I’ve dealt with the tolerance effect by using caffeine only intermittently. After an extremely hectic semester, when my policy was “drink coffee on mornings when I’m up before 6 am, and not on mornings when I get to sleep in to a normal time.” The result: I was more tired when I slept in, because of caffeine withdrawal, and when I did drink coffee on early-wakeup days, it no longer made me feel especially alert or cheerful, but rather brought my energy and mood up to average.
My current policy is to drink coffee only when I get up early and I find myself feeling extremely tired and groggy, and I have good reason to need my alertness (i.e. for an exam). If I have an exam and I got to sleep in that day, no coffee, whether or not I’m groggy. If I’m sleep deprived, I wait on drinking coffee until I actually feel tired and groggy, because often if I’m busy enough, I’ll stay alert for the whole day anyway. If I didn’t get much sleep and I’m groggy, but it’s a weekend and/or I don’t have anything important to do, no coffee...I just take a nap. I have only one coffee per day, max, and two days per week max, preferably not consecutive days.
Probably the only reasons I was able to make this change are that a) instead of waking up at 5 am on four or five days out of the week and getting around five hours of sleep most nights, I get up at 7 or later most days and can get 8 hours of sleep per night, and b) I was able to wean myself off coffee during a two-week family vacation, when I could sleep 10 hours a night and laze around all day. I don’t think I would have made it through the caffeine withdrawal if I was extremely busy at the time and had important things to do.
That being said, the transition was very worth it. I’ve acclimatized so that I don’t feel especially groggy without caffeine, and if I do, I have non-caffeine methods that work, i.e. taking a 5-minute nap while on break at work, or getting up and walking around when I start to get sleepy. And when I do drink coffee...look out! It catapults me to ecstatic joys of cheerful alertness.

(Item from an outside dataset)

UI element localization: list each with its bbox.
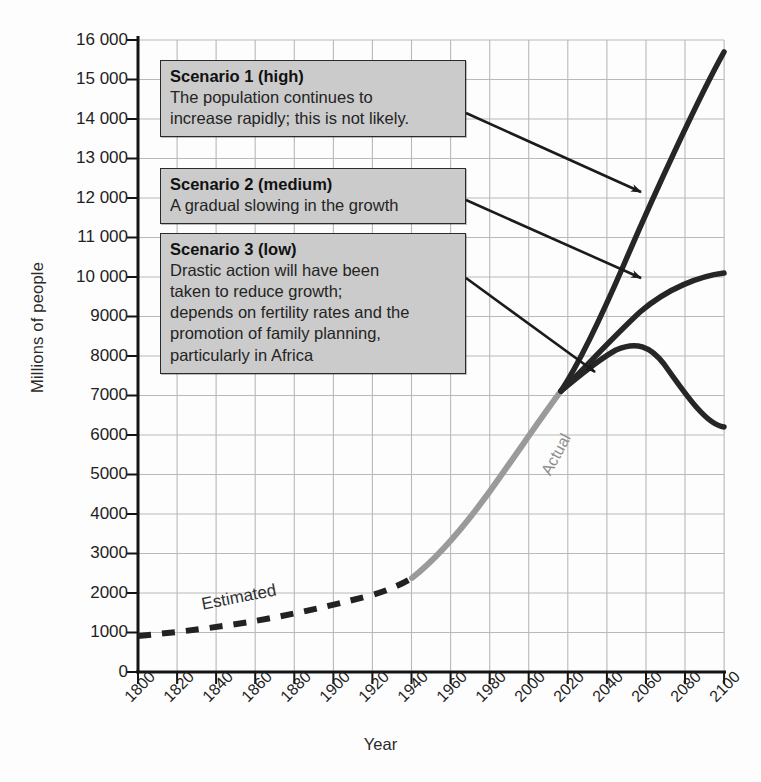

I’ve dealt with the tolerance effect by using caffeine only intermittently. After an extremely hectic semester, when my policy was “drink coffee on mornings when I’m up before 6 am, and not on mornings when I get to sleep in to a normal time.” The result: I was more tired when I slept in, because of caffeine withdrawal, and when I did drink coffee on early-wakeup days, it no longer made me feel especially alert or cheerful, but rather brought my energy and mood up to average.
My current policy is to drink coffee only when I get up early and I find myself feeling extremely tired and groggy, and I have good reason to need my alertness (i.e. for an exam). If I have an exam and I got to sleep in that day, no coffee, whether or not I’m groggy. If I’m sleep deprived, I wait on drinking coffee until I actually feel tired and groggy, because often if I’m busy enough, I’ll stay alert for the whole day anyway. If I didn’t get much sleep and I’m groggy, but it’s a weekend and/or I don’t have anything important to do, no coffee...I just take a nap. I have only one coffee per day, max, and two days per week max, preferably not consecutive days.
Probably the only reasons I was able to make this change are that a) instead of waking up at 5 am on four or five days out of the week and getting around five hours of sleep most nights, I get up at 7 or later most days and can get 8 hours of sleep per night, and b) I was able to wean myself off coffee during a two-week family vacation, when I could sleep 10 hours a night and laze around all day. I don’t think I would have made it through the caffeine withdrawal if I was extremely busy at the time and had important things to do.
That being said, the transition was very worth it. I’ve acclimatized so that I don’t feel especially groggy without caffeine, and if I do, I have non-caffeine methods that work, i.e. taking a 5-minute nap while on break at work, or getting up and walking around when I start to get sleepy. And when I do drink coffee...look out! It catapults me to ecstatic joys of cheerful alertness.